I cannot find anything in the OTN website on timer in trigger or procedures (the timer I am refering to is NOT the one in Oracle Forms/Graphics)

Basically, I am having a problem to write a trigger to do the following and i wish somebody can give some idea on how to go about writing the trigger.

### The Scenario ###
When Event1 occured/inserted into TableA, wait for 5 minutes to see if Event2 is also occuring in TableA.

If, Event2 occurs on the 5th minutes in TableA, trigger to insert Event1+Event2 to TableB

But if Event2 DOES NOT occur on the 5th minute, just trigger to insert Event1 to TableB.

### My question is: ###
Since there is no timer function in oracle trigger or oracle stored procedure... which function should I use?

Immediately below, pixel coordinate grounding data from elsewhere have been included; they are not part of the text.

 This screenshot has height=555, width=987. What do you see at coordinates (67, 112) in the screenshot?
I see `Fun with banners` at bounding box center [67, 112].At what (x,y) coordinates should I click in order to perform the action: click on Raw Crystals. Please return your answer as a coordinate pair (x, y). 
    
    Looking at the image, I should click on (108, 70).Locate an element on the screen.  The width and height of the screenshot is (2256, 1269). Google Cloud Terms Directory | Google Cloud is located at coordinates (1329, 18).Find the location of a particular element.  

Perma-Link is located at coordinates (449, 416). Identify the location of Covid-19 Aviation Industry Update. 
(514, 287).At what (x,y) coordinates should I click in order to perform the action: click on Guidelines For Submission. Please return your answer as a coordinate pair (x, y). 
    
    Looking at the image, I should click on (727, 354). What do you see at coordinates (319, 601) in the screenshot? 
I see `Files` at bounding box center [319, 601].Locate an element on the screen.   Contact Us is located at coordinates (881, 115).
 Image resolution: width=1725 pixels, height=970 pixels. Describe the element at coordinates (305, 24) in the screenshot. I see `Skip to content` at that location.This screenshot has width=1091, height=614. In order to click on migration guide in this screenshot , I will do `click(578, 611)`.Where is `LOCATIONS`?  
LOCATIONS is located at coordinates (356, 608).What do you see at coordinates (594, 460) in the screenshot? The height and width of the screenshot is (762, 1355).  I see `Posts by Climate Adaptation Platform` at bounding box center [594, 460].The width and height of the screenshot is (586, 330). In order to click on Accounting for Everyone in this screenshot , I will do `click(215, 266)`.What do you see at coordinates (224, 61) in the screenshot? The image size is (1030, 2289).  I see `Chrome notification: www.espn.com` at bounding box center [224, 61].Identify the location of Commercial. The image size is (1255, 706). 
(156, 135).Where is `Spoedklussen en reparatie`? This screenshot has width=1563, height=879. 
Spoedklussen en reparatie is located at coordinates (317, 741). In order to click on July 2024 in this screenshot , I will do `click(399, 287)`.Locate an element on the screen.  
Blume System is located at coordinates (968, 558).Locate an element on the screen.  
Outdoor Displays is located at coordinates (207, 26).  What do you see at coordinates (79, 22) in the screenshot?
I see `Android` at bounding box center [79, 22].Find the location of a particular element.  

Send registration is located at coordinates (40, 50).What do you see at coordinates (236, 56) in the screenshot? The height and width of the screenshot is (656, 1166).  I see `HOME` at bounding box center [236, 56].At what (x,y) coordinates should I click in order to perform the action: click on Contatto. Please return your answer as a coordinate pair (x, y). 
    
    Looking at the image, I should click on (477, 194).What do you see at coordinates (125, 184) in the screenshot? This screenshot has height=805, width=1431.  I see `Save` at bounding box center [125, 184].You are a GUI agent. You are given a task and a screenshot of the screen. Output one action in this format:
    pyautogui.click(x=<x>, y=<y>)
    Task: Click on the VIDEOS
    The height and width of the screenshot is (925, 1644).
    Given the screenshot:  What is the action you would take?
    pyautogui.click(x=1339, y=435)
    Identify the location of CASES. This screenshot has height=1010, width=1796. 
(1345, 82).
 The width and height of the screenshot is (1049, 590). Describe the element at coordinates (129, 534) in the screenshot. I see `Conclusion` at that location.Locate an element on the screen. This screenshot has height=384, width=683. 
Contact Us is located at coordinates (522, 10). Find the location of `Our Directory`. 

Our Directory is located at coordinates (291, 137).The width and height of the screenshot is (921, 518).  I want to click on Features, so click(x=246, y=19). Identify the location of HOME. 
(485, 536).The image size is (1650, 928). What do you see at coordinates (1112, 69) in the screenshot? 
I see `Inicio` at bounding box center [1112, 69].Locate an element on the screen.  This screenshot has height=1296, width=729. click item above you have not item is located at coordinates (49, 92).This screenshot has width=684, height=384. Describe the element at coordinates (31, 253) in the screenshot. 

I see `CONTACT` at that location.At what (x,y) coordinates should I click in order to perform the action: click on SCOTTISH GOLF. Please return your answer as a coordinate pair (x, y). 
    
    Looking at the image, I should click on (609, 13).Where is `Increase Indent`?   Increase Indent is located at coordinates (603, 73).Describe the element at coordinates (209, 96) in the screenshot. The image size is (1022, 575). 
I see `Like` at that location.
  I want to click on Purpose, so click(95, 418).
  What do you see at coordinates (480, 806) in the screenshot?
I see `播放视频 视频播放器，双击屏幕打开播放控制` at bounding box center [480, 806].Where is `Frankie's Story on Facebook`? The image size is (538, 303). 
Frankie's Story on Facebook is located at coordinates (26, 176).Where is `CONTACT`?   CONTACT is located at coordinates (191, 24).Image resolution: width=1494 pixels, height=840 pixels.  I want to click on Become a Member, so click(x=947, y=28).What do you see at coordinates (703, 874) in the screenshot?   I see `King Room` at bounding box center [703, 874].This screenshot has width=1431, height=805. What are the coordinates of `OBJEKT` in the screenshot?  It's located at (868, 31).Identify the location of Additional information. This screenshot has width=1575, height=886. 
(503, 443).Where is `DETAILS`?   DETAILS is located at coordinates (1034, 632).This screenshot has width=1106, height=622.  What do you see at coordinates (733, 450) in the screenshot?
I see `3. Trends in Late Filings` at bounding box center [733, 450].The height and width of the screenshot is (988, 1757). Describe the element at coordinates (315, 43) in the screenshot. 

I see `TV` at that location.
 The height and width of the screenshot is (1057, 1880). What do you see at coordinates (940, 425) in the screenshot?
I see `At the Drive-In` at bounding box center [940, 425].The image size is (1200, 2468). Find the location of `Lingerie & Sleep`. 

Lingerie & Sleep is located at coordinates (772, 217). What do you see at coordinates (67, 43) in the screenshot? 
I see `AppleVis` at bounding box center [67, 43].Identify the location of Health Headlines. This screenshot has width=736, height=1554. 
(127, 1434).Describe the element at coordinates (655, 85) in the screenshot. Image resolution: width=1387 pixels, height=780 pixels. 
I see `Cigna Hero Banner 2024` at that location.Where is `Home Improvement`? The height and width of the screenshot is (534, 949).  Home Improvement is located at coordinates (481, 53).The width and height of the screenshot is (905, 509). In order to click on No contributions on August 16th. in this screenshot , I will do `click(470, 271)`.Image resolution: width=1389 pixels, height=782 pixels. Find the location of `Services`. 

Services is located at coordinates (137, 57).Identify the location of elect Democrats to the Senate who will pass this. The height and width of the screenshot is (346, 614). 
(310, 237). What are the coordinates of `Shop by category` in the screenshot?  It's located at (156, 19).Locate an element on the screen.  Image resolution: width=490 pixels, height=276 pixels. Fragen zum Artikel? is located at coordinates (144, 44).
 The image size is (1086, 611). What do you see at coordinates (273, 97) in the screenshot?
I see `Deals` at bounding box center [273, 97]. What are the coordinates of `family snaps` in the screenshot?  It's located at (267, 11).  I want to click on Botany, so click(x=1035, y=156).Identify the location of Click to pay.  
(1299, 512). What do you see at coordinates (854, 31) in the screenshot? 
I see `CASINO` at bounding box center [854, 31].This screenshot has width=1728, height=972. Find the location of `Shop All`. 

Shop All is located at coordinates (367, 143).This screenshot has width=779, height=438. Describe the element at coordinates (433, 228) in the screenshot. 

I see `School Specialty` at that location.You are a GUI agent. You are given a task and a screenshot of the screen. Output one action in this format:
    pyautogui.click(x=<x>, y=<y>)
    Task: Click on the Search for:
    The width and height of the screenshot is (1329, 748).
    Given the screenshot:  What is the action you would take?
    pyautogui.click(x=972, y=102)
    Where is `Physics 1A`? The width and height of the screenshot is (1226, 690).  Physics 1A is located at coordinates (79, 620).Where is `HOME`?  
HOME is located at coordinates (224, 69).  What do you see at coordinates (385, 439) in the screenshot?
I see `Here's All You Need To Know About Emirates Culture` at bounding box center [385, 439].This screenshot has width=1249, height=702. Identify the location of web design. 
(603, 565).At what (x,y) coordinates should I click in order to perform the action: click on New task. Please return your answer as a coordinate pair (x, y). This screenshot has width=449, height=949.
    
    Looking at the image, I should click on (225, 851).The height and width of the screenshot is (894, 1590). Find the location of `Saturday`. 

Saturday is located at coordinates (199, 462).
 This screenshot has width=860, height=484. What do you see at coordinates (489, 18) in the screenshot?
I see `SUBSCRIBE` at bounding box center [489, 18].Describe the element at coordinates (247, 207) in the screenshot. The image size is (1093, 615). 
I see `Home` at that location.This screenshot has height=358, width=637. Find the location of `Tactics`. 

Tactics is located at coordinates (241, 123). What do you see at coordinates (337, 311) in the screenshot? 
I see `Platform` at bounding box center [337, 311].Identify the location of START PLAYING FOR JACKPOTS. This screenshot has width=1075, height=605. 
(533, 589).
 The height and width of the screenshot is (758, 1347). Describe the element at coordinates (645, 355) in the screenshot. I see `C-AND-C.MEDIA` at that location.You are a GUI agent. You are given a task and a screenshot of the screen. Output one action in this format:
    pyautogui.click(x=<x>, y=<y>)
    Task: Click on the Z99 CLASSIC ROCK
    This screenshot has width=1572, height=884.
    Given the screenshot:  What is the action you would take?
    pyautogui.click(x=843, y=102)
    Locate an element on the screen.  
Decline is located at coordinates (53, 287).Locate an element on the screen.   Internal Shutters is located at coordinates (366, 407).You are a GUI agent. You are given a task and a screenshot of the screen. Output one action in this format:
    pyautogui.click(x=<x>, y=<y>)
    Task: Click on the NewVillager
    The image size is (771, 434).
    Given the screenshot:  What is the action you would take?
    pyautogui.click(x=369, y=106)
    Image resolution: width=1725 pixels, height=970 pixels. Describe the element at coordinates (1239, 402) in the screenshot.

I really hope somebody could share his/her idea with me.
Your help/idea is greatly appreciated.

Many thanks

regards;
amy
Re: timer [message #20235 is a reply to message #20226] Wed, 08 May 2002 08:10 Go to previous messageGo to next message
Christopher Beattie
Messages: 5
Registered: January 2001
Junior Member
Before I get to the question of the timer function, there are some significant reasons why your approach is simply not feasible in Oracle as stated, and these problems are more important than the ability to sleep the trigger for five minutes.

In the first place the trigger needs to reference the table that the trigger is triggered on. This is known as the mutating table problem, and can be solved, but with difficulty.

In the second place the trigger is a function that is in effect called as a result of the SQL process that triggered it. That process cannot complete until the trigger completes. In effect, you have put a five minute wait on every insert. If the same process inserts events A and B, the B events will merely be queued up because of the trigger. Even with seperate processes you have to deal with locking and commit problems.

Looking at your code, I would suggest that you check for event 2 and insert it in the table only if event 1 had occured less than five minutes ago, but always insert event 1 into the table.

If you need to use a timing pause, you can always program a timing loop into the trigger looking at SYSDATE until five minutes have passed. This is, a CPU intensive loop, however.
Re: timer [message #20292 is a reply to message #20226] Sat, 11 May 2002 08:22 Go to previous message
Su
Messages: 154
Registered: April 2002
Senior Member
I absolutely agree with Christopher's remarks, as if the query is done per your idea, it not only slows down the process, it may give a way to deadlock between two inserts, which is worse in a long processes. If you still need to do so with time interval 5 minutes, I suggest you to insert all the rows first in TableB with timestamp (recording the time the row is created/inserted) and check later to filter all the rows in TableB for which were created within 5 min interval and store the records you want in first table TableA. Hope it works. Check it out.